When the new control flow arrived, *ngFor became @for and something subtle happened: trackBy, optional for a decade and ignored roughly that long, became track — mandatory. The compiler now refuses your loop without it. And I'd bet money on what most of us did: typed whatever made the error disappear and moved on.
Worth ten seconds of actual thought, because track is the answer to one specific question the renderer asks on every update: "is this the same row as before?"
Same row, says who?
When the array changes, Angular diffs old against new. Rows judged "the same" keep their DOM node, their component instances, their focus state, their CSS transitions. Rows judged "different" are destroyed and rebuilt from scratch. track is the judge — it maps each item to a key, and matching keys mean reuse.
@for (user of users(); track user.id) {
<app-user-row [user]="user" />
}
track user.id says: identity lives in the data. Reorder the array, refresh it from the server, replace every object with a clone — as long as the ids match, the DOM moves instead of dying. This is the right answer for anything that came out of a database, which is to say, most lists.
When $index is fine, and when it lies
track $index says: identity lives in the position. Row 3 is row 3, whatever it contains. That's correct in exactly two situations — the list is static (a hardcoded menu, weekdays), or the items are primitives with possible duplicates (a list of tags where two can be "angular", and ids don't exist).
Everywhere else it lies, in one of two directions. Insert an item at the top of a 200-row list: every position shifts, so the differ sees 200 "changed" rows and rebuilds them all — there goes your frame budget, and the work scales with list size. Worse is the quiet version: rows with internal state. An expanded accordion panel at index 4 stays expanded at index 4 after you sort the list — the state glued itself to the position while the data moved. Users report that one as "the app shuffled my stuff," and they're right.
The object-identity trap
track user — tracking the object itself — looks reasonable and breaks the moment your state management does the idiomatic thing. Immutable updates mean every refresh produces new object references for the same logical entities. New references, new identities, full rebuild — your "optimization" turned every server poll into a teardown of the entire list. If you've ever watched a list flicker on each refresh and couldn't say why, check what track is keyed on.
NG0955 is telling you something true
The duplicate-key error isn't the framework being pedantic. Two rows with the same key means the differ literally cannot tell them apart — reuse becomes arbitrary. When I hit NG0955 it has almost always flagged a real data bug upstream: an id that wasn't unique after a merge, a join that duplicated rows. Fix the data, not the track expression. track $index-as-silencer just moves the confusion into the DOM.
The ten-second rule
Has a stable id → track item.id. Static or primitive with duplicates → track $index. Neither → derive a real key (compose fields if you must) rather than lying about identity. That covers every list I've reviewed since the syntax landed — and unlike the trackBy era, the compiler now makes sure you at least showed up to the decision.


◆ WHAT YOU ARE ASKED TO DO ◆
Search the data for the word "Reply". Reproduce every line where it is found.

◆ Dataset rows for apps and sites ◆
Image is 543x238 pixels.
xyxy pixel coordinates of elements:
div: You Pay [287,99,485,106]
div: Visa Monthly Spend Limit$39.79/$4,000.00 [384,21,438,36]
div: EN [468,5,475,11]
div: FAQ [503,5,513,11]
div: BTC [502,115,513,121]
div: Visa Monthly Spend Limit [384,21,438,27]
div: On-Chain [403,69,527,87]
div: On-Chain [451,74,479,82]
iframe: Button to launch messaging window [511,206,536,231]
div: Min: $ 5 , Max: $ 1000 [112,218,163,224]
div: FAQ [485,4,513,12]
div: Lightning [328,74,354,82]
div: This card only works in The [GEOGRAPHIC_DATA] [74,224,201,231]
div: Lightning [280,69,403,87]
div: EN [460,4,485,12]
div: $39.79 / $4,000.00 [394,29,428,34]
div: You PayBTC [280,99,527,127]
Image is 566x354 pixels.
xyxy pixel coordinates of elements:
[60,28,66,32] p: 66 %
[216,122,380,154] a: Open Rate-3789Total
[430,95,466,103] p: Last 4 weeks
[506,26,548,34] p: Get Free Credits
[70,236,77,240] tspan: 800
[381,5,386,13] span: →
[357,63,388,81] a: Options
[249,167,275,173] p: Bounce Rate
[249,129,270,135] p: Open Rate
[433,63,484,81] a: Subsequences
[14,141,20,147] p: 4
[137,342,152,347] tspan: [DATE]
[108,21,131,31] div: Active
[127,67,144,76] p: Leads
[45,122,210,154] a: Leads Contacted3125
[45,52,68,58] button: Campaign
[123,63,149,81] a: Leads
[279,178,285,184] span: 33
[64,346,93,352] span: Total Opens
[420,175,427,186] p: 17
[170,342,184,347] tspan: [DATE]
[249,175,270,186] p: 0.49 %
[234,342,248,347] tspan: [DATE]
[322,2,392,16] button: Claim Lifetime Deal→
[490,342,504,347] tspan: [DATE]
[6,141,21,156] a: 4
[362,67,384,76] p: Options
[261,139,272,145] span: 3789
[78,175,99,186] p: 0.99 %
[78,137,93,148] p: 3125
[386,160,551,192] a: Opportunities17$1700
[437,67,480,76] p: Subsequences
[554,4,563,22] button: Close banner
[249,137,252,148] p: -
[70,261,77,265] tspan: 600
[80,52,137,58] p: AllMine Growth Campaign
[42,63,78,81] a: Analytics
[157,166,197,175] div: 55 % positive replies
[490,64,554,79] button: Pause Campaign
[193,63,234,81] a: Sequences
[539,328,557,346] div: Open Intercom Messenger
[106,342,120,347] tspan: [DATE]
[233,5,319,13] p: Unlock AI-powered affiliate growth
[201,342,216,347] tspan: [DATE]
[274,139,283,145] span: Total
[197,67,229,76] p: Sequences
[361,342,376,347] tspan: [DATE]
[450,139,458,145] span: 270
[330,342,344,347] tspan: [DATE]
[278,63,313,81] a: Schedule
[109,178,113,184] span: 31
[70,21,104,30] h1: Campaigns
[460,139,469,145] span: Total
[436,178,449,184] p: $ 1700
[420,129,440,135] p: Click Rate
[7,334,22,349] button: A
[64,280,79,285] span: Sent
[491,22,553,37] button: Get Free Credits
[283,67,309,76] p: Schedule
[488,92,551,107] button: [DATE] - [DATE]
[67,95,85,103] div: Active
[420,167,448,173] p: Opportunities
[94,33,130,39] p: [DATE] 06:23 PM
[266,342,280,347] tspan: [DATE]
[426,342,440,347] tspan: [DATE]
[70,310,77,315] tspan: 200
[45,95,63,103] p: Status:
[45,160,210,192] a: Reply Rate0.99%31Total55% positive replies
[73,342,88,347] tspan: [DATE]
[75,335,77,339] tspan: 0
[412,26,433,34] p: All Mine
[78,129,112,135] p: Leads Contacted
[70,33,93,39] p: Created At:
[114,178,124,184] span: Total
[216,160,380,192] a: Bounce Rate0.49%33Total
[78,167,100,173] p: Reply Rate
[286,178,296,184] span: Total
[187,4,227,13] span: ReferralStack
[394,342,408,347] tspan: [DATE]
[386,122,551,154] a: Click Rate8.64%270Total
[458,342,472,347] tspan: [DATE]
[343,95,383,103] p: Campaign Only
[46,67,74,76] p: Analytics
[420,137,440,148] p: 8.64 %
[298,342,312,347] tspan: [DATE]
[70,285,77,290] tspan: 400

◆ ANSWER BELOW ◆
[45,160,210,192] a: Reply Rate0.99%31Total55% positive replies
[78,167,100,173] p: Reply Rate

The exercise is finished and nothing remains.